Lincoln's First Presidential Election
The presidential election of 1860 was one of the most raucous in American history. The Democratic Party convened in Charleston, South Carolina, in April, to select a suitable candidate. It adjourned without doing so after fifty delegates from the Southern states stormed out when the party refused to include a platform that guaranteed the constitutional protection of slave owners. The Democrats reconvened the following month in Baltimore but were again unable to reach a suitable compromise on the slavery issue, and, once more, the Southern delegates walked out, taking the majority of the upper Southern delegates with them. The remaining Democratic delegates selected Senator Stephen Douglas as their presidential candidate, based on a platform of popular sovereignty, once again pitting Douglas against Abraham Lincoln.
Abraham Lincoln was the first American president to wear a beard. The look set a precedent, and of the next nine men to hold the high office, only William McKinley was clean shaven.
The more than 100 Southern Democrats who had walked out of the Baltimore convention gathered elsewhere in the city and nominated John Breck-inridge of Kentucky as their candidate of choice. Their platform called for the federal government to protect the rights of persons and property in the territories and wherever else its constitutional authority extended. Breckin-ridge was endorsed by incumbent president James Buchanan and former presidents John Tyler and Franklin Pierce.
The Republican Candidates
Meanwhile, the Republican Party held its convention in Chicago and established a platform that, among other things, opposed the spread of slavery into the territories. Contenders for the nomination included William Seward of New York, who was popularly viewed as a radical abolitionist; Salmon Chase of Ohio; and Edward Cameron of Pennsylvania. Lincoln wasn't the first choice of most of the delegates, but he was the second choice for many of them because of his relatively moderate stand on the important issues. The Pennsylvania delegation switched to Lincoln on the second ballot, and Lincoln took the nomination on the third ballot. Part of his victory may have resulted from a backroom deal that promised Cameron a cabinet post should Lincoln win, and Cameron became Lincoln's first secretary of war.
In the election of 1860, Abraham Lincoln won 1,866,000 popular votes for 180 electoral votes; Stephen Douglas won 1,375,000 votes for 12 electoral votes; John Breckinridge won 846,000 popular votes for 72 electoral votes; and John Bell won 560,000 popular votes for 39 electoral votes.
The Do-Nothing Party
A contentious faction of the Whig party calling themselves the Constitutional Union Party also met in Baltimore. They selected John Bell of Tennessee as their preferred candidate; however, neither the party nor Bell had much to offer voters. Their platform addressed none of the important issues, such as slavery, and merely vowed to uphold the Constitution. As a result, the party came to be jokingly known as the Do-Nothing and Old Man's Party.
The Election Results
When election day rolled around, the race for president had been regionally divided into two specific contests: Lincoln and Douglas in the North (Lincoln wasn't even on the ballot in the Southern states), and Bell and Breckinridge in the South. The candidates campaigned vigorously, and the races contained more than their share of mud slinging and rumor mongering. But in the end, the sharp division within the Democratic Party guaranteed a victory for Abraham Lincoln, who won almost 40 percent of the popular vote and, more importantly, the electoral votes of the largest states in the North and the West.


▶ **Instructions for the task**:
Reproduce every entry below exactly, minus the pictures.

· · ·

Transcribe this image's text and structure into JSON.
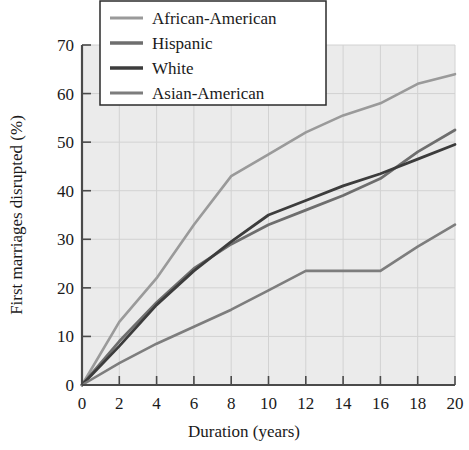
{
  "chart_data": {
    "type": "line",
    "title": "",
    "xlabel": "Duration (years)",
    "ylabel": "First marriages disrupted (%)",
    "xlim": [
      0,
      20
    ],
    "ylim": [
      0,
      70
    ],
    "xticks": [
      0,
      2,
      4,
      6,
      8,
      10,
      12,
      14,
      16,
      18,
      20
    ],
    "yticks": [
      0,
      10,
      20,
      30,
      40,
      50,
      60,
      70
    ],
    "xtick_labels": [
      "0",
      "2",
      "4",
      "6",
      "8",
      "10",
      "12",
      "14",
      "16",
      "18",
      "20"
    ],
    "ytick_labels": [
      "0",
      "10",
      "20",
      "30",
      "40",
      "50",
      "60",
      "70"
    ],
    "grid": true,
    "legend_position": "top-left",
    "x": [
      0,
      2,
      4,
      6,
      8,
      10,
      12,
      14,
      16,
      18,
      20
    ],
    "series": [
      {
        "name": "African-American",
        "color": "#9a9a9a",
        "width": 2.6,
        "values": [
          0,
          13,
          22,
          33,
          43,
          47.5,
          52,
          55.5,
          58,
          62,
          64
        ]
      },
      {
        "name": "Hispanic",
        "color": "#6e6e6e",
        "width": 2.8,
        "values": [
          0,
          9,
          17,
          24,
          29,
          33,
          36,
          39,
          42.5,
          48,
          52.5
        ]
      },
      {
        "name": "White",
        "color": "#3c3c3c",
        "width": 2.8,
        "values": [
          0,
          8,
          16.5,
          23.5,
          29.5,
          35,
          38,
          41,
          43.5,
          46.5,
          49.5
        ]
      },
      {
        "name": "Asian-American",
        "color": "#7d7d7d",
        "width": 2.6,
        "values": [
          0,
          4.5,
          8.5,
          12,
          15.5,
          19.5,
          23.5,
          23.5,
          23.5,
          28.5,
          33
        ]
      }
    ]
  },
  "legend": {
    "items": [
      {
        "label": "African-American"
      },
      {
        "label": "Hispanic"
      },
      {
        "label": "White"
      },
      {
        "label": "Asian-American"
      }
    ]
  }
}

· · ·

▶ **Answer area**:
Transcribe this image's text and structure into JSON.
{
  "chart_data": {
    "type": "line",
    "title": "",
    "xlabel": "Duration (years)",
    "ylabel": "First marriages disrupted (%)",
    "xlim": [
      0,
      20
    ],
    "ylim": [
      0,
      70
    ],
    "xticks": [
      0,
      2,
      4,
      6,
      8,
      10,
      12,
      14,
      16,
      18,
      20
    ],
    "yticks": [
      0,
      10,
      20,
      30,
      40,
      50,
      60,
      70
    ],
    "xtick_labels": [
      "0",
      "2",
      "4",
      "6",
      "8",
      "10",
      "12",
      "14",
      "16",
      "18",
      "20"
    ],
    "ytick_labels": [
      "0",
      "10",
      "20",
      "30",
      "40",
      "50",
      "60",
      "70"
    ],
    "grid": true,
    "legend_position": "top-left",
    "x": [
      0,
      2,
      4,
      6,
      8,
      10,
      12,
      14,
      16,
      18,
      20
    ],
    "series": [
      {
        "name": "African-American",
        "color": "#9a9a9a",
        "width": 2.6,
        "values": [
          0,
          13,
          22,
          33,
          43,
          47.5,
          52,
          55.5,
          58,
          62,
          64
        ]
      },
      {
        "name": "Hispanic",
        "color": "#6e6e6e",
        "width": 2.8,
        "values": [
          0,
          9,
          17,
          24,
          29,
          33,
          36,
          39,
          42.5,
          48,
          52.5
        ]
      },
      {
        "name": "White",
        "color": "#3c3c3c",
        "width": 2.8,
        "values": [
          0,
          8,
          16.5,
          23.5,
          29.5,
          35,
          38,
          41,
          43.5,
          46.5,
          49.5
        ]
      },
      {
        "name": "Asian-American",
        "color": "#7d7d7d",
        "width": 2.6,
        "values": [
          0,
          4.5,
          8.5,
          12,
          15.5,
          19.5,
          23.5,
          23.5,
          23.5,
          28.5,
          33
        ]
      }
    ]
  },
  "legend": {
    "items": [
      {
        "label": "African-American"
      },
      {
        "label": "Hispanic"
      },
      {
        "label": "White"
      },
      {
        "label": "Asian-American"
      }
    ]
  }
}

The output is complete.